Excluding the volatile food and energy components, the May price index for personal consumption expenditures (PCE), one of the Federal Reserve’s favored measures of inflation, increased 0.1% in May and 2.6% annually, both prints in line with forecasts.
Inflation had rebounded in the first quarter but it has been retrenching over the past few months, along with a slowdown in economic activity. This has raised the prospect that the Federal Reserve may cut rates twice this year from the current 5.25%-5.5% range to avoid pushing the economy to a recession.
“We believe the Fed’s rate cut cycle is going to be potentially earlier than people expect,” said Tony Roth, chief investment officer at Wilmington Trust, adding that a rate cut as soon as July, though unlikely, was also possible.

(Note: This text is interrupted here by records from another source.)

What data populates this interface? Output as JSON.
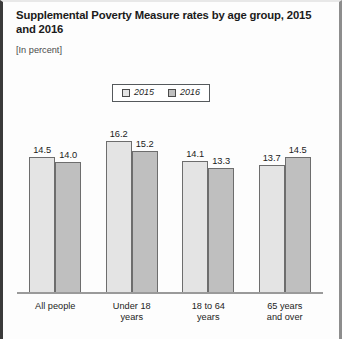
{
  "chart_data": {
    "type": "bar",
    "title": "Supplemental Poverty Measure rates by age group, 2015 and 2016",
    "subtitle": "[In percent]",
    "xlabel": "",
    "ylabel": "",
    "ylim": [
      0,
      18.5
    ],
    "grid": false,
    "legend_position": "top-center",
    "categories": [
      "All people",
      "Under 18 years",
      "18 to 64 years",
      "65 years and over"
    ],
    "category_lines": [
      {
        "line1": "All people",
        "line2": ""
      },
      {
        "line1": "Under 18",
        "line2": "years"
      },
      {
        "line1": "18 to 64",
        "line2": "years"
      },
      {
        "line1": "65 years",
        "line2": "and over"
      }
    ],
    "series": [
      {
        "name": "2015",
        "color": "#e4e4e4",
        "values": [
          14.5,
          16.2,
          14.1,
          13.7
        ],
        "labels": [
          "14.5",
          "16.2",
          "14.1",
          "13.7"
        ]
      },
      {
        "name": "2016",
        "color": "#bfbfbf",
        "values": [
          14.0,
          15.2,
          13.3,
          14.5
        ],
        "labels": [
          "14.0",
          "15.2",
          "13.3",
          "14.5"
        ]
      }
    ]
  },
  "legend": {
    "entries": [
      {
        "label": "2015",
        "swatch": "light-gray-swatch"
      },
      {
        "label": "2016",
        "swatch": "medium-gray-swatch"
      }
    ]
  },
  "colors": {
    "series_2015": "#e4e4e4",
    "series_2016": "#bfbfbf",
    "bar_outline": "#6d6d6d",
    "axis": "#9a9a9a",
    "text": "#1b1b1b",
    "frame_left": "#3a3a3a",
    "frame_right": "#8d8d8d"
  }
}
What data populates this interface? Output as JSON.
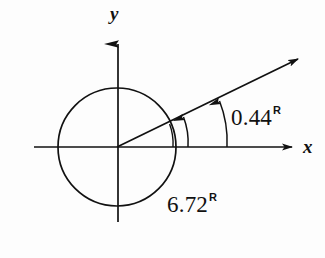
{
  "figure": {
    "type": "angle-diagram",
    "width": 325,
    "height": 258,
    "background_color": "#fdfdfd",
    "stroke_color": "#111111"
  },
  "axes": {
    "x_label": "x",
    "y_label": "y",
    "origin": {
      "x": 117,
      "y": 147
    },
    "x_start": {
      "x": 34,
      "y": 147
    },
    "x_end": {
      "x": 300,
      "y": 147
    },
    "y_start": {
      "x": 118,
      "y": 222
    },
    "y_end": {
      "x": 118,
      "y": 30
    }
  },
  "circle": {
    "name": "unit-circle",
    "center_x": 117,
    "center_y": 147,
    "radius": 59
  },
  "ray": {
    "name": "terminal-side",
    "angle_degrees": 25.2,
    "angle_radians": 0.44,
    "from": {
      "x": 117,
      "y": 147
    },
    "to": {
      "x": 307,
      "y": 55
    }
  },
  "arcs": [
    {
      "name": "angle-arc-outer",
      "label": "0.44",
      "unit": "R",
      "radius": 110,
      "direction": "counterclockwise",
      "start_degrees": 0,
      "end_degrees": 25.2
    },
    {
      "name": "angle-arc-inner",
      "label": "6.72",
      "unit": "R",
      "radius": 71,
      "direction": "counterclockwise",
      "start_degrees": 0,
      "end_degrees": 25.2
    }
  ],
  "labels": {
    "angle_value": "0.44",
    "angle_unit": "R",
    "coterminal_value": "6.72",
    "coterminal_unit": "R",
    "x_axis": "x",
    "y_axis": "y"
  }
}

“We are seeing a clear slowing in the economy, slowing in the demand for labor, increase in the supply for labor, and we think the inflation problem is clearly behind us,” he said.
Futures contracts tied to the policy rate on Friday implied a 61% chance of a quarter-point rate cut in September, compared with 59.5% on Thursday, CME Group data showed. Traders were betting on a total of 47 basis points of cuts this year after the release, compared to 45 points earlier.
The May slowdown in inflation was a relief for investors who have had to readjust their expectations on how soon the central bank could shift to a less restrictive stance several times since it last hiked rates in July last year.
“This is the lowest monthly core inflation increase that we’ve seen this year and it furthers the narrative that the disinflationary trend that stalled during the first quarter is back to life again,” Olu Sonola, head of U.S. economic research at Fitch Ratings said in a statement.
Benchmark 10-year yields, which move inversely to prices, were last at 4.27%, nearly two basis points down on the day.
Two-year yields, which tend to more closely reflect monetary policy expectations, were last at 4.673%, about four basis points lower than on Thursday and at their lowest in two weeks.
The spread between two and 10-year yields remained deeply negative but narrowed to minus 40 basis points, its smallest in about a month.
An inversion in that part of the yield curve, which happens when shorter-dated Treasuries yield more than longer-dated ones, is closely watched by investors as it has historically signaled a recession is in the horizon.